Dan Lubin, an atmospheric scientist who has studied the relationship between ozone depletion and variations in the ultraviolet radiation that reaches the Earth, says Waugh's findings could bode ill for people living in the tropics and southern mid-latitudes.

If ozone levels never return to pre-1960 levels in those regions, "the risk of skin cancer for fair-skinned populations living in countries like Australia and New Zealand, and probably in Chile and Argentina too, will be greater in the 21st century than it was during the 20th century," says Lubin, who is at Scripps Institution of Oceanography in La Jolla, Calif. and did not participate in the research.

Ozone is a gas which is naturally present in the atmosphere and absorbs ultraviolet radiation from the Sun that can harm living beings-for instance, by causing human skin cancer. This protective molecule has been in decline in the stratosphere since the 1970s due to an increase in atmospheric concentrations of human-made substances (mostly chlorofluorocarbon and bromofluorocarbon compounds) that destroy ozone. Since the late 1980s, most countries have adhered to the Montreal Protocol, an international treaty to phase out production of ozone-depleting substances.

Researchers at NASA Goddard Space Flight Center in Greenbelt, Md. collaborated with Waugh in the new study. The team forecast effects on ozone recovery by means of simulations using a computer model known as the Goddard Earth Observing System Chemistry-Climate Model.

Not all regions face worse prospects for ozone recovery as a result of climate change, the scientists find.

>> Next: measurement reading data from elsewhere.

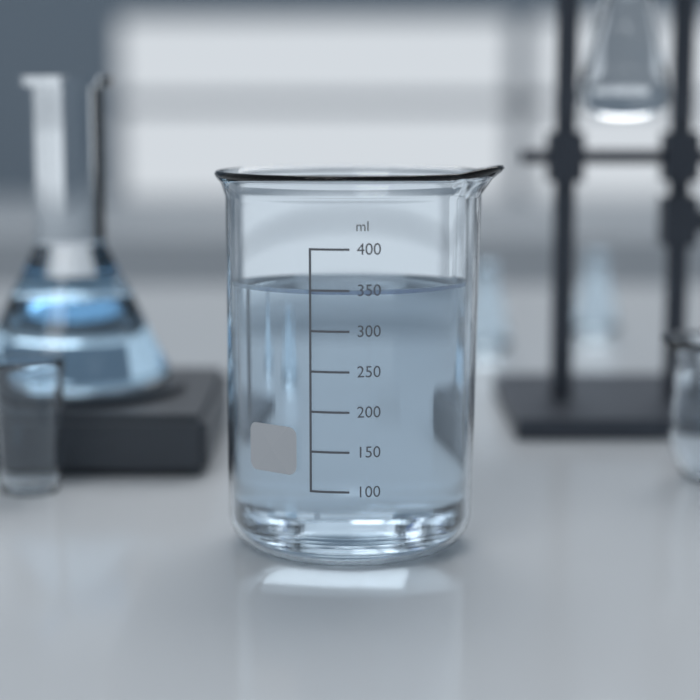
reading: 350 ml
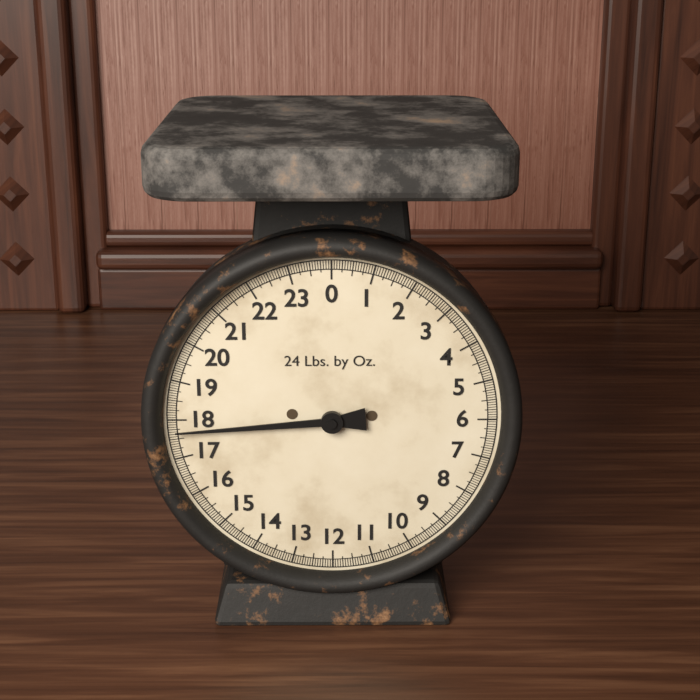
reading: 17.6875 lb
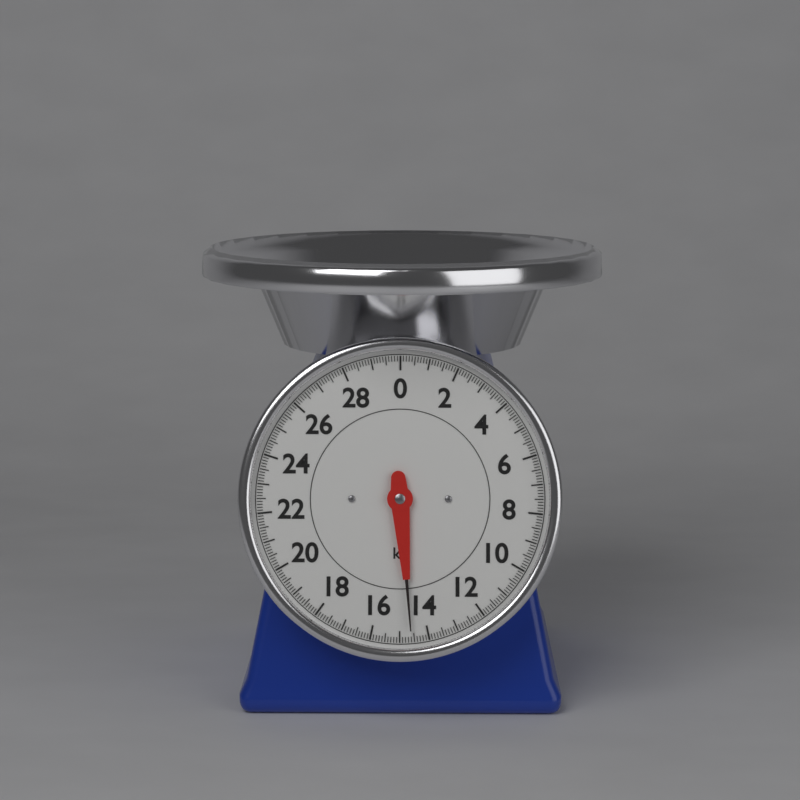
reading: 14.6 kg
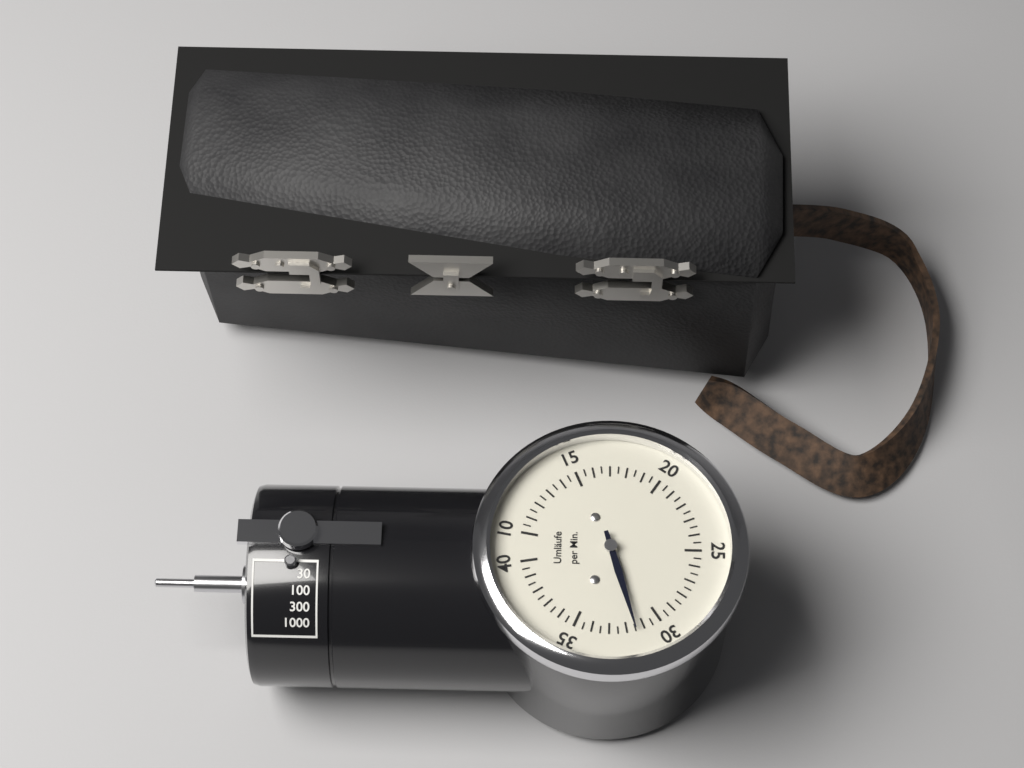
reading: 31.5 Umläufe per Min.
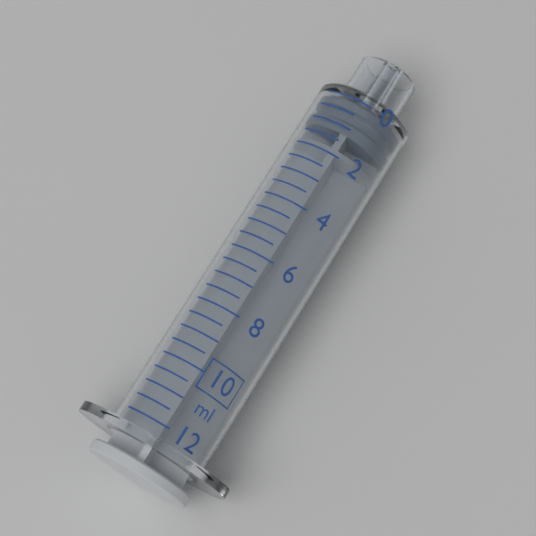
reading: 0.0 ml
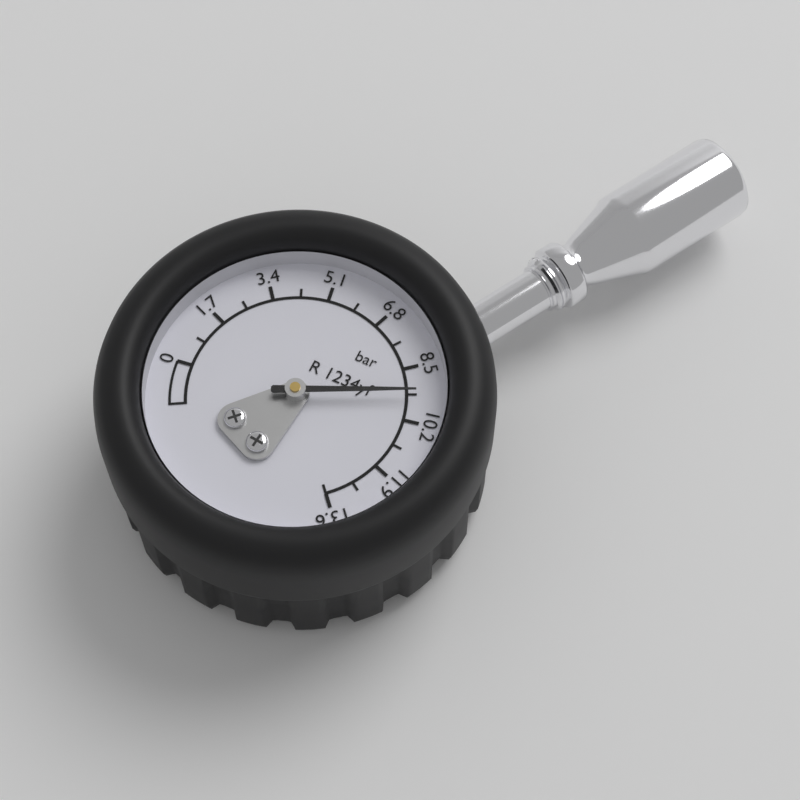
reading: 9.35 bar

In polar regions and northern mid-latitudes, restoration of ozone in the lower stratosphere will suffer little impact from increasing greenhouse gases, their projections indicate.

Indeed, in the upper stratosphere, climate change causes a drop in temperatures that slows down some of the chemical reactions that destroy ozone. So, recovery might be reached in those parts of the atmosphere earlier than forecast, even decades before the removal of ozone-depleting gases.

While scientists have long suspected that climate change might be altering the dynamics of stratospheric ozone recovery, Waugh's team is the first to estimate the effects of increasing greenhouse gases on the recovery of ozone by region.

Waugh says his study will help scientists attribute ozone variations to the right agent.

"Ozone is going to change in response to both ozone-depleting substances and greenhouse gases," he says, "If you don't consider climate change when studying the ozone recovery data, you may get pretty confused."